#### [Assigned task]
Copy out exactly the lines below that run from the one holding "Find the location of a particular element. The width" to the one holding "This screenshot has height=742, width=1319.", keeping both of those lines and no others.

#### [Given entries]
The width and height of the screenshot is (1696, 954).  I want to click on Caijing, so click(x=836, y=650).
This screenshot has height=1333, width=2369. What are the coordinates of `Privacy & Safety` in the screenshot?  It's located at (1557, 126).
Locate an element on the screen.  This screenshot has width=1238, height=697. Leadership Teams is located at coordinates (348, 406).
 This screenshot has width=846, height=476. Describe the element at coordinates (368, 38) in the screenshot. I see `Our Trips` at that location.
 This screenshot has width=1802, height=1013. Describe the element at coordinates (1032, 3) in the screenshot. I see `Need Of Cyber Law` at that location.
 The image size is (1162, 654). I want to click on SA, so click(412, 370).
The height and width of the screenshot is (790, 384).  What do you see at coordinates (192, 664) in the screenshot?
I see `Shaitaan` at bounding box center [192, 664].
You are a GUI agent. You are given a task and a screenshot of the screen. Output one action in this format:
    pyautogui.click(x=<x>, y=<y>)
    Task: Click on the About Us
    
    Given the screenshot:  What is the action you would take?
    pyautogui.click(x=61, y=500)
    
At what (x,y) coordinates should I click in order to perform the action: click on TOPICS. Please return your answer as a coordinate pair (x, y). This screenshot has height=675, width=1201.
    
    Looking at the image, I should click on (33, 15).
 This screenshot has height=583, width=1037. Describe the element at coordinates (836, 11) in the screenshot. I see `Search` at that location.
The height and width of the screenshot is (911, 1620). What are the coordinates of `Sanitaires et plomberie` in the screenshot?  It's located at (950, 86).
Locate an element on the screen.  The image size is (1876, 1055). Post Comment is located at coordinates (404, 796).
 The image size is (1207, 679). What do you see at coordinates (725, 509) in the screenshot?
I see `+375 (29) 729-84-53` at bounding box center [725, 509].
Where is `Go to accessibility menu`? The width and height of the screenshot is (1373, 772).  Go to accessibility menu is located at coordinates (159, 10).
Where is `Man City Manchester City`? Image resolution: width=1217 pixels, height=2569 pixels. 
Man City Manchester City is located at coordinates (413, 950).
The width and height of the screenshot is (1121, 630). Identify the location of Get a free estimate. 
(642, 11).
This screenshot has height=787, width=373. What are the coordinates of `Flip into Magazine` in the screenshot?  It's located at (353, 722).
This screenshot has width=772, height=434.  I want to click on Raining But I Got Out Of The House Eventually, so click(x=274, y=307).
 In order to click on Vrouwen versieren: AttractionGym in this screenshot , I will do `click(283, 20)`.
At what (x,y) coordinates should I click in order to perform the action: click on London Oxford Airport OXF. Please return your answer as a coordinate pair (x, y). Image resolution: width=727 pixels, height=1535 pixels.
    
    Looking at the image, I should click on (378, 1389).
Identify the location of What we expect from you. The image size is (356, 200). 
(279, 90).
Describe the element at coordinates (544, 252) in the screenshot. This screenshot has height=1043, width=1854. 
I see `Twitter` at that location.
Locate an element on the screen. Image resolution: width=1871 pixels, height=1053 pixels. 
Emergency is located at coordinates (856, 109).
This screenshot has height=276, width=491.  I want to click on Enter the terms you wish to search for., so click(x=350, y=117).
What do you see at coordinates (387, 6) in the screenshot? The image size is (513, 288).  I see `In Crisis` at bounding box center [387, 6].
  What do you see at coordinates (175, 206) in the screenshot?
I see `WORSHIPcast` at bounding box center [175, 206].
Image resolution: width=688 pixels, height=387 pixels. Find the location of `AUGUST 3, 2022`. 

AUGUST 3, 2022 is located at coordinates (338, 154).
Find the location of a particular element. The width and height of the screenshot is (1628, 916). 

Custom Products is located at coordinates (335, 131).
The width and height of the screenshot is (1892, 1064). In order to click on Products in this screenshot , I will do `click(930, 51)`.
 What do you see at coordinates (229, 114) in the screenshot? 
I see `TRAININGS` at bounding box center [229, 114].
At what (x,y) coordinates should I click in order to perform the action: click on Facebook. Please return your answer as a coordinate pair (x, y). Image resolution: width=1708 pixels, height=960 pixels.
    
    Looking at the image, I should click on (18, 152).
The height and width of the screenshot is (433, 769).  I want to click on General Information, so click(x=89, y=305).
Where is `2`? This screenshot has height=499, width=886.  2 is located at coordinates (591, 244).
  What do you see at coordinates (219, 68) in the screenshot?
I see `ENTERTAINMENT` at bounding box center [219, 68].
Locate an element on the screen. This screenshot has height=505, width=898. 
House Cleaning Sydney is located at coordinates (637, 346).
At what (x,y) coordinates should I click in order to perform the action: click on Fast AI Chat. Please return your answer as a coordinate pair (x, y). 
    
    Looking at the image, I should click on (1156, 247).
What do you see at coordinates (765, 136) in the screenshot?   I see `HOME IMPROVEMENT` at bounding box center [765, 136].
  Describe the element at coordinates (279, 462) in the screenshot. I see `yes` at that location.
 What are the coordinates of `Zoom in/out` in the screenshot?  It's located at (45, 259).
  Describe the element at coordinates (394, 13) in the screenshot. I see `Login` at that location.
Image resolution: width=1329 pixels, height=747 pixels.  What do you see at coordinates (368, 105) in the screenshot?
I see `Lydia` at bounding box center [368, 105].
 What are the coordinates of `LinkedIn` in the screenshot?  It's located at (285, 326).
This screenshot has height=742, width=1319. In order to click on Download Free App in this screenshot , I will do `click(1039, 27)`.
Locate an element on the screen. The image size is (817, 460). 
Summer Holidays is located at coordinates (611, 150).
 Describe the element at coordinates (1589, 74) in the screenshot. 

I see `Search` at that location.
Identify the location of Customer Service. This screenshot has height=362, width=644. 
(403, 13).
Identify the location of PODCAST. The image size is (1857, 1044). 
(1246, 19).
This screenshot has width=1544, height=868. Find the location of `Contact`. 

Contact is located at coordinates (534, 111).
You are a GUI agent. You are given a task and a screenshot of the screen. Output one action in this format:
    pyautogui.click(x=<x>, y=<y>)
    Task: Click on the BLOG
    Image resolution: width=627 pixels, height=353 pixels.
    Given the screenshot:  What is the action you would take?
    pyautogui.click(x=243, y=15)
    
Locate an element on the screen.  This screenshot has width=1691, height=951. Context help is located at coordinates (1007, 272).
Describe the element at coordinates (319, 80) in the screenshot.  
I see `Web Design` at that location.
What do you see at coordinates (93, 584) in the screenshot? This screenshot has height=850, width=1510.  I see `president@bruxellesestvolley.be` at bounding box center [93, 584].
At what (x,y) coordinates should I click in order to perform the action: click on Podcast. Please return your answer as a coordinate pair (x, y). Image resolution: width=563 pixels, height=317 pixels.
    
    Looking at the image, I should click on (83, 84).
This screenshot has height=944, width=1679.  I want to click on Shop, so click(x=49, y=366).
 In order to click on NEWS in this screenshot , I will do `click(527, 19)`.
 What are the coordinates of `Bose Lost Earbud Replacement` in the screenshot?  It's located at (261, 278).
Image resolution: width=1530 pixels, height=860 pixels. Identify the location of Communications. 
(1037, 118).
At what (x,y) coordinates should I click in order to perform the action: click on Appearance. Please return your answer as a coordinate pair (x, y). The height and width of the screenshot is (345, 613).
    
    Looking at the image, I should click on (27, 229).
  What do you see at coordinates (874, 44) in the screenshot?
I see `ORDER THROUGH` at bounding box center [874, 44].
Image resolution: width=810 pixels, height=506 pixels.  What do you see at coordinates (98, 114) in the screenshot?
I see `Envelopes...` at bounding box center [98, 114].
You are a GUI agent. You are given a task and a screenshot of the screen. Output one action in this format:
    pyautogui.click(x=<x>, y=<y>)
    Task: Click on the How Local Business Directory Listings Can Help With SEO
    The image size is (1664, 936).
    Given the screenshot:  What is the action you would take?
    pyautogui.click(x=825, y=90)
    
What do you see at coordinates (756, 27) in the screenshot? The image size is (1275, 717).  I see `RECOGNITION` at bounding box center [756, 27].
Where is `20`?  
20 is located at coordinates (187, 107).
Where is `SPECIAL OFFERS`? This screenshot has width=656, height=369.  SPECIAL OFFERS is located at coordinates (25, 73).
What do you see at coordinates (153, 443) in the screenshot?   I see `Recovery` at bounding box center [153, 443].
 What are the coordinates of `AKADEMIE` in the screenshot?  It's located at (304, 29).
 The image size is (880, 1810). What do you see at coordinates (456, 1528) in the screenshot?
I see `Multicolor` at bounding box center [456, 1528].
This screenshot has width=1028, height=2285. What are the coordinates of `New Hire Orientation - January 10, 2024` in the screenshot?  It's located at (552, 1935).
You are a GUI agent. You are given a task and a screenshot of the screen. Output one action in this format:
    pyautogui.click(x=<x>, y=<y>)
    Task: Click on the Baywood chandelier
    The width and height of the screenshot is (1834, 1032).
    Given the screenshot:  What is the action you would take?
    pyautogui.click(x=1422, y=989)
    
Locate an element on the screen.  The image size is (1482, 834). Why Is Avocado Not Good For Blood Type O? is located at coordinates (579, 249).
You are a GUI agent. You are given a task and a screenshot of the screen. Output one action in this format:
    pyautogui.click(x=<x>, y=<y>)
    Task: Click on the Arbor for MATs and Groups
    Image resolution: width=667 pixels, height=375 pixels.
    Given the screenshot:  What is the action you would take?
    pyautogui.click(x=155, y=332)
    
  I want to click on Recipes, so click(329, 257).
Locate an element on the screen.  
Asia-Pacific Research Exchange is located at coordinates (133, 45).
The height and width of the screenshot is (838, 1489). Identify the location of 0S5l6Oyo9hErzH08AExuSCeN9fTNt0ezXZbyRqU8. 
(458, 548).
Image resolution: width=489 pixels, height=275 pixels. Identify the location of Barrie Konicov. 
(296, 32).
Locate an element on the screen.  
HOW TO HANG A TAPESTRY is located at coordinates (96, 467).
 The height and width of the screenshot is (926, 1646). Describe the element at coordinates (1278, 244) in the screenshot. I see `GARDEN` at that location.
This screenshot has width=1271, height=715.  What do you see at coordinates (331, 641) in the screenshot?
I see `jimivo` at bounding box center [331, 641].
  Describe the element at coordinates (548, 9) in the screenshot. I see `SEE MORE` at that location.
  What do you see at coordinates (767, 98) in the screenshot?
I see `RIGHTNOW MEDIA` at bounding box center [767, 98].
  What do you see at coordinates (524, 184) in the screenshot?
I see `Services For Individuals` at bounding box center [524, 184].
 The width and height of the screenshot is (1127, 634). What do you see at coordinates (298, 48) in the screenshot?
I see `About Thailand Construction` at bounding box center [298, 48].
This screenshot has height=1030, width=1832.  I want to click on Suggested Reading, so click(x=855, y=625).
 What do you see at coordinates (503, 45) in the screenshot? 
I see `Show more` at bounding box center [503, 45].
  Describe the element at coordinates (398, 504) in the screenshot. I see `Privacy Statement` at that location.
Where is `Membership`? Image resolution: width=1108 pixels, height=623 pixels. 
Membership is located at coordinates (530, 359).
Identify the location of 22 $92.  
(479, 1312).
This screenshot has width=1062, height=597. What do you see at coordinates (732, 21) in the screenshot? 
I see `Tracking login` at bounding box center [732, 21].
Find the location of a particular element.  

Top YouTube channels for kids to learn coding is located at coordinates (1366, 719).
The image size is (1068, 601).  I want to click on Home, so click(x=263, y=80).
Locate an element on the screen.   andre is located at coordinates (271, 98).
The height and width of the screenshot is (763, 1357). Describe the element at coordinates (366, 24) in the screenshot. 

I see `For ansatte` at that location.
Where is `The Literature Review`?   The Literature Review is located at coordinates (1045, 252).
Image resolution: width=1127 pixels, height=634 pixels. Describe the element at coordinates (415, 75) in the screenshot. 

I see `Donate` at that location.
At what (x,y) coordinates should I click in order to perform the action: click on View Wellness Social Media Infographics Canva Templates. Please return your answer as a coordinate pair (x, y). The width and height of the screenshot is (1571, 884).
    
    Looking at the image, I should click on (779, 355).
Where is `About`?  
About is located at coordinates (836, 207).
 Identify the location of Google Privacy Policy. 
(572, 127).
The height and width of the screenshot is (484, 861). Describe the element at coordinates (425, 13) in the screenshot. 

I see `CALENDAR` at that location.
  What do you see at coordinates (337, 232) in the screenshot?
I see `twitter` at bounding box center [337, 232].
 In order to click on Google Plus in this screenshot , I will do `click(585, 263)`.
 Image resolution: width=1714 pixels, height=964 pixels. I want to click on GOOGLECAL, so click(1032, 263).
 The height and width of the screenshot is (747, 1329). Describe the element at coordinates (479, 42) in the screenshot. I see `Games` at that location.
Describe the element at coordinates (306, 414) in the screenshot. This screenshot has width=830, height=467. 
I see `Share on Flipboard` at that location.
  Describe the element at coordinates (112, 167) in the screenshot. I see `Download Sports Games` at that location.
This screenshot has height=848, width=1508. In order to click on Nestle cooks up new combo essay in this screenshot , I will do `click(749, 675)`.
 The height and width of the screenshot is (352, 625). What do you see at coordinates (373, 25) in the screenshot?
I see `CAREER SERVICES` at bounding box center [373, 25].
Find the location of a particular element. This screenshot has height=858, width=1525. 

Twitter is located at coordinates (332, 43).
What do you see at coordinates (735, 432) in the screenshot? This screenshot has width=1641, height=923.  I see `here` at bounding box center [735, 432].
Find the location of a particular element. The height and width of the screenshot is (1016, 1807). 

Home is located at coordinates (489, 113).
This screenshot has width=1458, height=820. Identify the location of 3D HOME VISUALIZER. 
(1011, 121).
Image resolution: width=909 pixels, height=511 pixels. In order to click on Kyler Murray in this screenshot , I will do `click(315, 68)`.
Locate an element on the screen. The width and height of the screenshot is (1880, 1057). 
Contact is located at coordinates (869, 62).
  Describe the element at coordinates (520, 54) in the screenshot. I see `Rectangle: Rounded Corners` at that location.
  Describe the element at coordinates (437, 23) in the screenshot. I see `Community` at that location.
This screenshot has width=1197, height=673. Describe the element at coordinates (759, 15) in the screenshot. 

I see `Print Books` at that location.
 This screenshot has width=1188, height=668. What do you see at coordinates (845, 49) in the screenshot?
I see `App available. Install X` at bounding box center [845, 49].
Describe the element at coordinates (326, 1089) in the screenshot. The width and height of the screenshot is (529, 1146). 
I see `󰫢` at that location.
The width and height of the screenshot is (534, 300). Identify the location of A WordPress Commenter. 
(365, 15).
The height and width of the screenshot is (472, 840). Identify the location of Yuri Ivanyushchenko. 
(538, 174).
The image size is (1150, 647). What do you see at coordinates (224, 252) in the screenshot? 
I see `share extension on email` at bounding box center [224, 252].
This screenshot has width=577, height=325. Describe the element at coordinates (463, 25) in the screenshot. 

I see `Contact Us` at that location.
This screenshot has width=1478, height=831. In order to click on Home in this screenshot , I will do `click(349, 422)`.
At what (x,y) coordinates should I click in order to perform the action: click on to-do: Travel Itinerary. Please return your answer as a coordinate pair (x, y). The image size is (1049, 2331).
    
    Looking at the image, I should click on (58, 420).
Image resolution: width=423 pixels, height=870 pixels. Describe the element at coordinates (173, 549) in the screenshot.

#### [Solution]
Find the location of a particular element. The width and height of the screenshot is (1628, 916). 

Custom Products is located at coordinates (335, 131).
The width and height of the screenshot is (1892, 1064). In order to click on Products in this screenshot , I will do `click(930, 51)`.
 What do you see at coordinates (229, 114) in the screenshot? 
I see `TRAININGS` at bounding box center [229, 114].
At what (x,y) coordinates should I click in order to perform the action: click on Facebook. Please return your answer as a coordinate pair (x, y). Image resolution: width=1708 pixels, height=960 pixels.
    
    Looking at the image, I should click on (18, 152).
The height and width of the screenshot is (433, 769).  I want to click on General Information, so click(x=89, y=305).
Where is `2`? This screenshot has height=499, width=886.  2 is located at coordinates (591, 244).
  What do you see at coordinates (219, 68) in the screenshot?
I see `ENTERTAINMENT` at bounding box center [219, 68].
Locate an element on the screen. This screenshot has height=505, width=898. 
House Cleaning Sydney is located at coordinates (637, 346).
At what (x,y) coordinates should I click in order to perform the action: click on Fast AI Chat. Please return your answer as a coordinate pair (x, y). 
    
    Looking at the image, I should click on (1156, 247).
What do you see at coordinates (765, 136) in the screenshot?   I see `HOME IMPROVEMENT` at bounding box center [765, 136].
  Describe the element at coordinates (279, 462) in the screenshot. I see `yes` at that location.
 What are the coordinates of `Zoom in/out` in the screenshot?  It's located at (45, 259).
  Describe the element at coordinates (394, 13) in the screenshot. I see `Login` at that location.
Image resolution: width=1329 pixels, height=747 pixels.  What do you see at coordinates (368, 105) in the screenshot?
I see `Lydia` at bounding box center [368, 105].
 What are the coordinates of `LinkedIn` in the screenshot?  It's located at (285, 326).
This screenshot has height=742, width=1319. In order to click on Download Free App in this screenshot , I will do `click(1039, 27)`.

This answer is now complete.